I spent last Saturday at a symposium sponsored by Sunstone. Sunstone publishes a magazine on Mormon history, literature, pop history, politics, you get the idea. Sunstone also sponsors a yearly symposium in Salt Lake City and smaller symposia in local areas. I visited the one in Seattle.
The magazine and the symposia live on a short list of publications/groups/events the official church (of Jesus Christ of Latter-day Saints, substitute Mormon) at best ignores and at worst harasses. Some 20 years past a number of folks who had published or spoken in venues like Sunstone were publicly excommunicated. I had a bit of a brush with the church over content I had published in Sunstone during that period. But I managed not to fight. And I'm still on the official roles of the Mormon church (but that's another story).
So here's the story on my background and why I'm thinking about this now. Some 20 plus years ago I worked as an editor for Sunstone magazine. I was part of the group who sponsored the original symposium in Salt Lake City. I was the editor for all(yes, I do think all) the articles or books cited as justification for the excommunication of the folks in the 90s. That's my history. Editor. Magazines. Books. Print. Design. The printed word.
That's my past. My present? I work for a software company in Seattle. I create documentation--help systems, tutorials, user guides. I get frustrated every day at work by silly folks who cling to the printed word. I want folks to move online, to the web, and now to Web 2.0--to blogs, WIKIs, tag clouds, community, interactive, up-to-date, way cool communication (so okay "cool" shows my age).
So what did I do last weekend. I found myself volunteering to help with Dialogue--yet an another very Mormon, very much old hat, PRINTED magazine. And over the past couple of days I've been e-mailing back and forth about the younger intelligensia of Mormondom. They don't read the old "liberal" magazines. They flock to the blogs.
The blogs. At work my hope of the future. And at home. My son, my daughter-in-law, they rule in the blogosphere, the bloggernacle (that's the Mormon, mostly faithful, sphere).
So here's my dilemma. Why I'm thinking I may have a conflict of interest, an unresolved tension in my life. How do I bring together my impulse to join the greying crowd who care about a magazine, a print artifact, something bogged down in the past? And my impulse to embrace the web, the community the interaction, the immediacy of the blog, the web, the community--web 2.0 as it's styled by my crowd at work.
I just plain worry about what it means to lose the boring reality of these old print venues. My son blogs very persuasively that the problem is the quality of the work. I often agree that's true. But I find something very troubling in much of what happens on the web, in the blogs I read, as well.
Such short spurts of argument. The emphasis on controversy (lots of comments, fights only generate lots of comments), popularity (again comments and links). And brevity. Again a conflict arises here. I value, conciseness, elegance in the word. But I also worry about the lack of attention, of digging through. I find myself rejecting any comment that goes beyond two paragraphs. What does this say about what reading attention tends to be online. (I still read very long books.)
So you see it here. Look at the length of this mess. Way past the rules of good blogging. Too rambling, too undisciplined to make it into print. Alas, where has the world left me.
2 comments:
Thanks for joining the party. Welcome to Bloggernacle 2.0.
Welcome -
Although I enjoy both, the printed word has something the blog doesn't - portability and preselection. The idea of needing to print out an article just to read it offline is a waste of time and paper. Having nice and compact in magazine form makes it easy to read anywhere.
Also, when it is published and printed, it becomes a creation in itself. One issue may be geared to theology, another to social issues, etc... In a way, the way an issue is organized becomes an art piece in itself. The blogggernacle, despite its best efforts, cannot create the same artistic tangibility in its posts.
No matter how they are clumped - each post remains independent of the other. One click takes me away from all the other content. In book form, the content remains with me, in my hands, and reminds me that it is waiting to be read.
Also, books (or journals) keep us linked to our literary past. I have all the dialogues and sunstones thnat have been printed. The sit on my bookshelf with the Journal of Discourses, History of the Church, old copies of the Times and Seasons and other written "artifacts" of church history. All of these are tangible creations which can be held, read and appreciated. The are all a part of my past, and are still in my present.
The computer cannot duplicate the reality of such tangible objects. A power outage, a hard-drive crash, or even an update in software can destroy years of colecting and wipe out the information I have discovered. Unless, of course, I print it out - but with Sunstone and Dialogue, that has already been done for me.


Exercise requirements> Every line below is to be given again precisely; images are to be left out.

Referring expression grounding data:
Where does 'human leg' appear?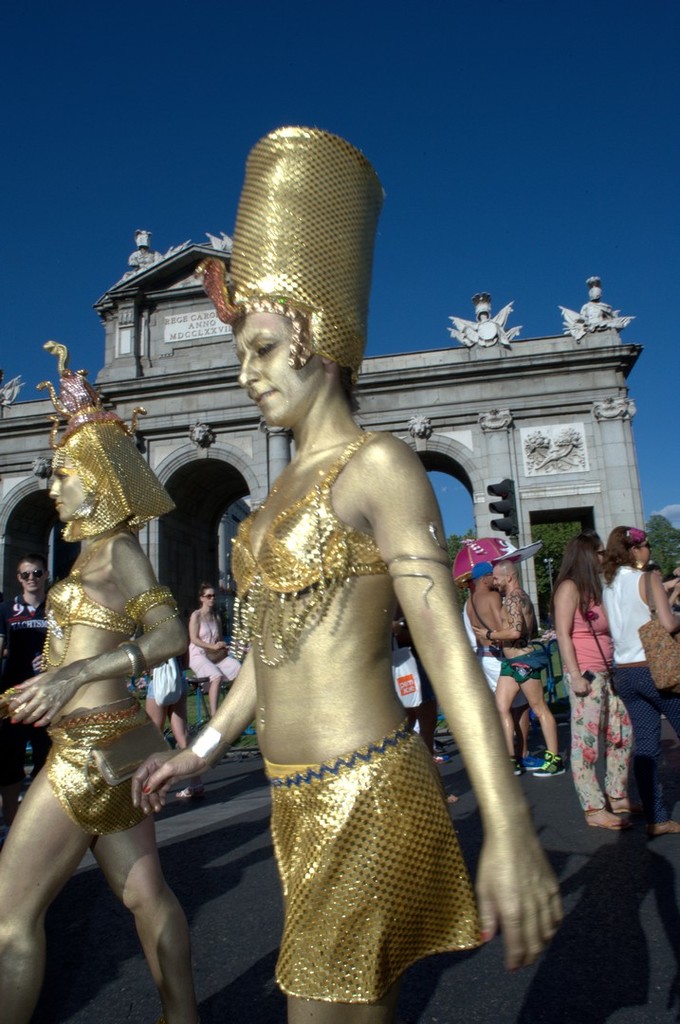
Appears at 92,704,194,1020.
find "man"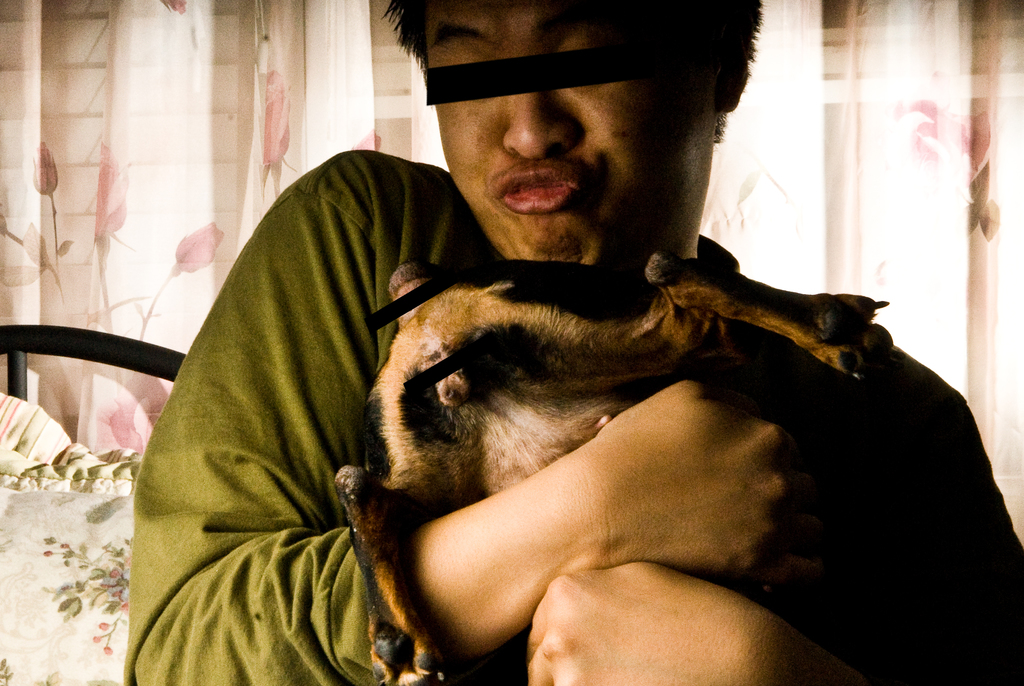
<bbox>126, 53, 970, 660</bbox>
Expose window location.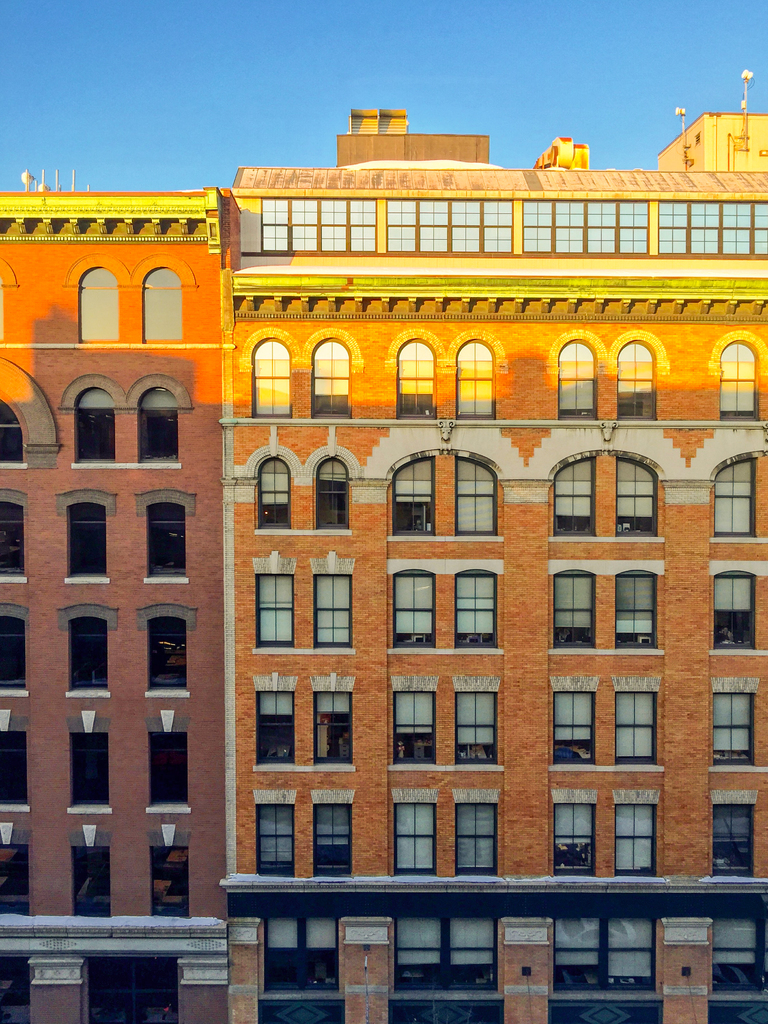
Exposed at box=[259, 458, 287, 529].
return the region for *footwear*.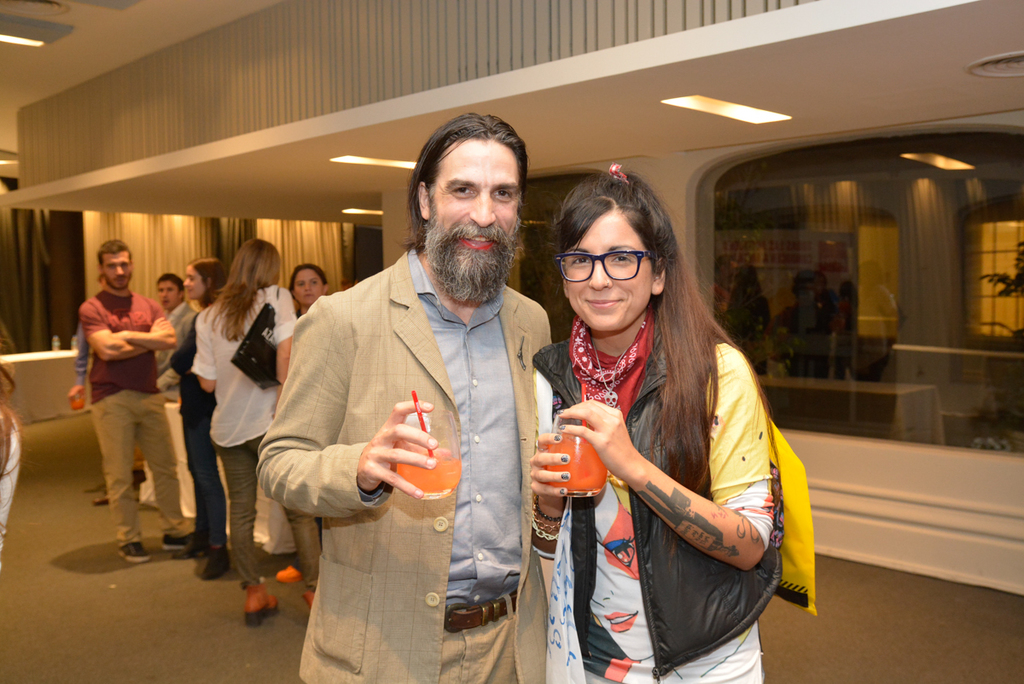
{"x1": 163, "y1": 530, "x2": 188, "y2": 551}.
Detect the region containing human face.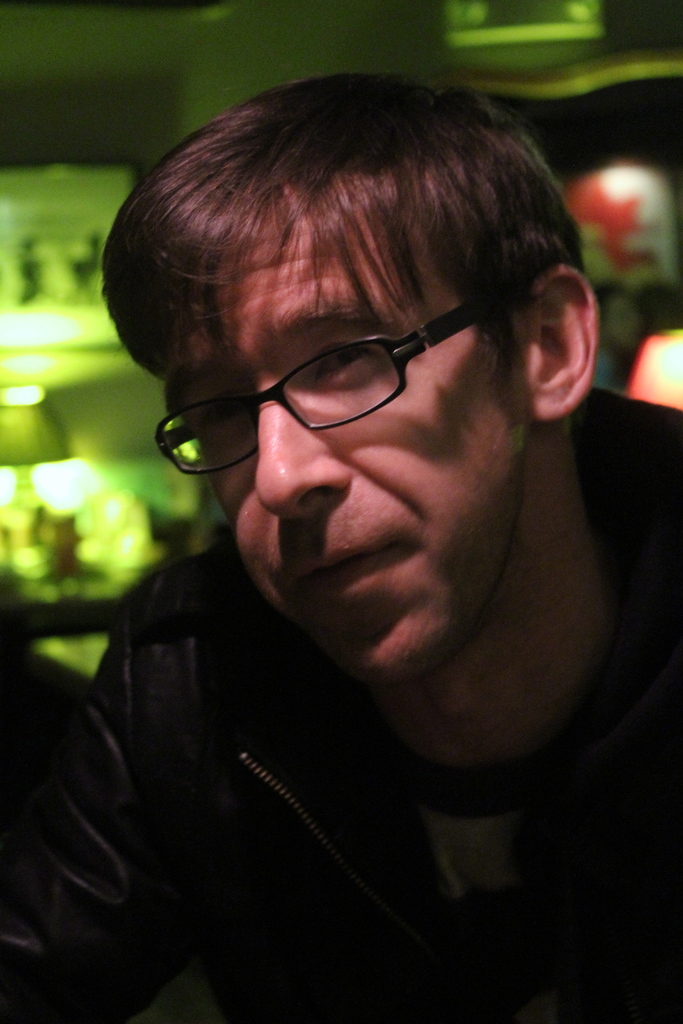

Response area>
Where does 'human leg' appear?
Appears at 92,704,194,1020.
find "man"
<bbox>126, 53, 970, 660</bbox>
Expose window location.
Exposed at box=[259, 458, 287, 529].
return the region for *footwear*.
{"x1": 163, "y1": 530, "x2": 188, "y2": 551}.
Detect the region containing human face.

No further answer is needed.